One simple phrase served Mark Wilson well throughout his career as a golf course superintendent.
"Life is short, sod it," said Wilson, who spent 22 years at Valhalla Golf Club in Louisville, Kentucky, where he was the host superintendent of two PGA Championships and a Ryder Cup.
A few months ago, I ran into Wilson at a memorial service for his friend, the late Jerry Coldiron. Shortly thereafter, we caught up to take a look back over his long career as a golf course superintendent.
"I tried to make nature my friend, not my enemy," he said. "One of my strengths was I was always able to remember that the turf could always be fixed; problems were never permanent. Warm-season grass in spring can be downright ugly, but it will get better. On the other hand, cool-season grass in August can look pretty bad, but I knew September was close and it would get better in a hurry."
Turf conditions on golf courses might not always be on an upward plane, but Wilson's career path pretty much was. Since the 1970s, when he worked on the crew at Jackie Gleason's Inverrary Country Club in Lauderhill, Florida, through a work history that spanned parts of five decades at three clubs in Louisville until he retired a decade ago, Wilson's career was the stuff of legend. He worked for Gleason when Inverrary still was the site of what today is the PGA Tour's Honda Classic, and was hired by the Gahm family in 1988 at Jack Nicklaus-designed Valhalla. Hired shortly after grow-in at Valhalla, Wilson had been the superintendent at Audubon Country Club, a 1908 Thomas Bendelow design 20 miles away.
"Most of my career, in the ‘70s, ‘80s, ‘90s and 2000s, it seemed like I had the wind at my back, and I was going downhill," Wilson said. "The industry was strong, and people were demanding new golf courses, and we were always trying to grow better grass.
"We had big intentions at Valhalla, but a lot of it was luck. The course was built at the right time during the golf boom and it was kind of early in Nicklaus' designing career."
His career at Valhalla included managing the turf for the 1996 and 2000 PGA Championships and the 2008 Ryder Cup Matches.
Jumping into high-level tournament golf wasn't necessarily a goal or a choice. It just sort of happened, Wilson said.
"As far as tournament golf, I just hopped on the bandwagon," he said. "I was at Audubon when the Gahm family built Valhalla. After the grow-in, they asked me to apply. I went from the oldest club in town to the newest.
"I grew up in northeastern Ohio, so my big treat was seeing Firestone. Then I got to play Arnold Palmer's Laurel Valley in Pennsylvania, so I came to appreciate great golf courses at an early age."
A native of Beloit, Ohio in the Cleveland area, Wilson went to turf school 350 miles away at Eastern Kentucky University, where he also was a walk-on on the school's golf team.
A 1976 EKU graduate, he remembers many of his teammates believing they had a future in professional golf. Wilson, who mowed greens before high school and college tournaments, had no such delusions.
The norm then was a quarter-inch on greens. When I left Valhalla, it was a tenth (of an inch), or lower. ... We had fans on all 18 greens. We can't grow grass now without fans? It seems like we complicated everything.
"Nobody I played with went on to play professional. It was a good thing I went on to a career in turf management," he said. "In fact, the other players on the team called me turfgrass boy. I remember mowing greens before a tournament, running to the car and getting my clubs and then playing in the tournament. I think it was the best tournament I ever had."
Wilson started working on golf courses during high school and interned at Louisville Country Club while attending EKU. He counts turf legends like former LCC superintendent Louis Miller among his mentors.
"He was the Daniel Boone of superintendents in Kentucky," Wilson said. "He had a degree from Penn State and was, as far as I know, the first formally educated superintendent in Kentucky."
A lot has changed in turf management between those days of working for the Daniel Boone of Kentucky superintendents and when Wilson retired from Valhalla in 2010.
"The norm then was a quarter-inch on greens. When I left Valhalla, it was a tenth (of an inch), or lower," he said.
"We had fans on all 18 greens. We can't grow grass now without fans? It seems like we complicated everything.
"I like to think I'm pretty organized, but it was frustrating. We had three or four acres of greens, but we had to maintain 430 acres. I was frustrated how much time and money was spent on greens compared to the whole operation. I wanted to manage the whole property, but the greens took away from that."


WHAT THE TASK REQUIRES »
Which lines of the data contain the string "vertex"? Copy every one.

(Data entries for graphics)
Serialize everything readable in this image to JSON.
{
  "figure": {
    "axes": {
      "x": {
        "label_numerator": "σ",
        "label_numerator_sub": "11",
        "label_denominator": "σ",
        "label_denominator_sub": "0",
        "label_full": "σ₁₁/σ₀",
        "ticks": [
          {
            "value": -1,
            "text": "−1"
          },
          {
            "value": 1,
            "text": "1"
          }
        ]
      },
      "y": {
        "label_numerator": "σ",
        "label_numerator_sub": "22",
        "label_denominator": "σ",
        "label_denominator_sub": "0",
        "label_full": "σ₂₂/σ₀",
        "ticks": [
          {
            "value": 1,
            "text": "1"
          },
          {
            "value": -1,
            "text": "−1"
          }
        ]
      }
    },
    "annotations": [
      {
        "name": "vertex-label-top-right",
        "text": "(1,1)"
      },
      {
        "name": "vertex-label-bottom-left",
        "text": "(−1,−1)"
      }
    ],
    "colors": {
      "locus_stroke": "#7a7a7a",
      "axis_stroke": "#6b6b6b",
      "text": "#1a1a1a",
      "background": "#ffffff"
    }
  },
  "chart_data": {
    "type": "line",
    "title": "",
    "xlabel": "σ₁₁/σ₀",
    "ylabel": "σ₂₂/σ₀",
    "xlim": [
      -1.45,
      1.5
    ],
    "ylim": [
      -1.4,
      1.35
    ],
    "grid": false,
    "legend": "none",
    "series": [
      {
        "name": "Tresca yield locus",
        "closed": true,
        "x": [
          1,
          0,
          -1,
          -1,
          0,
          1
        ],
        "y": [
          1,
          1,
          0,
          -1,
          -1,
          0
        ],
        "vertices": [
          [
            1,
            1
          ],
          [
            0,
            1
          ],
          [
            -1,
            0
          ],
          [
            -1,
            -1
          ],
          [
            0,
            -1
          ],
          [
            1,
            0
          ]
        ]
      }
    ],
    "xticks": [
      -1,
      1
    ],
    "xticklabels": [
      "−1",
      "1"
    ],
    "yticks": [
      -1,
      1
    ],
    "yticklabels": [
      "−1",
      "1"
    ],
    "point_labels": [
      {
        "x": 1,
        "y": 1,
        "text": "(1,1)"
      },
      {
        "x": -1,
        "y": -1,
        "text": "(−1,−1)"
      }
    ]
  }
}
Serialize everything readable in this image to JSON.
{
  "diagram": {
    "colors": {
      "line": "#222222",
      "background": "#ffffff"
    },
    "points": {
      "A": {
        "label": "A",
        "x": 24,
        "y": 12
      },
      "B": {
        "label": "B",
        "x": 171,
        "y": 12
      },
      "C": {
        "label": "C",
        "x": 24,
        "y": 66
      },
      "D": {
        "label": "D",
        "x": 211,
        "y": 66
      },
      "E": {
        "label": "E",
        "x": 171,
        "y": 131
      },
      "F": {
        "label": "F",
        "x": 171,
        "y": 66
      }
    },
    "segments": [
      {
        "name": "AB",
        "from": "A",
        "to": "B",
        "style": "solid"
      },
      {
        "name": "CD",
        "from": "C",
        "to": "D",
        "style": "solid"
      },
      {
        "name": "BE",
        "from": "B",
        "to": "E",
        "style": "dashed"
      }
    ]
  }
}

--

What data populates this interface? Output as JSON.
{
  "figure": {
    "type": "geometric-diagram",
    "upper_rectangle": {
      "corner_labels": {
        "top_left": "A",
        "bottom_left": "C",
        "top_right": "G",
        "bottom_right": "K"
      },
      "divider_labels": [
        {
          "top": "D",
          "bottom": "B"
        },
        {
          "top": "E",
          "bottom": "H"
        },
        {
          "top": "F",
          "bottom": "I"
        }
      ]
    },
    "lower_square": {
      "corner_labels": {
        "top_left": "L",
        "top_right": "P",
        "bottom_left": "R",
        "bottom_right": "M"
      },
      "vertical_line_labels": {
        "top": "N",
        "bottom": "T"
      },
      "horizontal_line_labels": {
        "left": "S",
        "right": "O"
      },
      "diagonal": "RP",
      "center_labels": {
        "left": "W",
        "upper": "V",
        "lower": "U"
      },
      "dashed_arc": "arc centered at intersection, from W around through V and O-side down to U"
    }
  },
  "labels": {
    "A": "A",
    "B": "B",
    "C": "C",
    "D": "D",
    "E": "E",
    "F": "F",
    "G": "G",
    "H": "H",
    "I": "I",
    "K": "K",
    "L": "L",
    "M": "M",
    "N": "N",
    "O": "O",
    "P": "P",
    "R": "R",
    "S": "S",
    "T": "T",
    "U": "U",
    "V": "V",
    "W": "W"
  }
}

TASK OUTPUT »
        "name": "vertex-label-top-right",
        "name": "vertex-label-bottom-left",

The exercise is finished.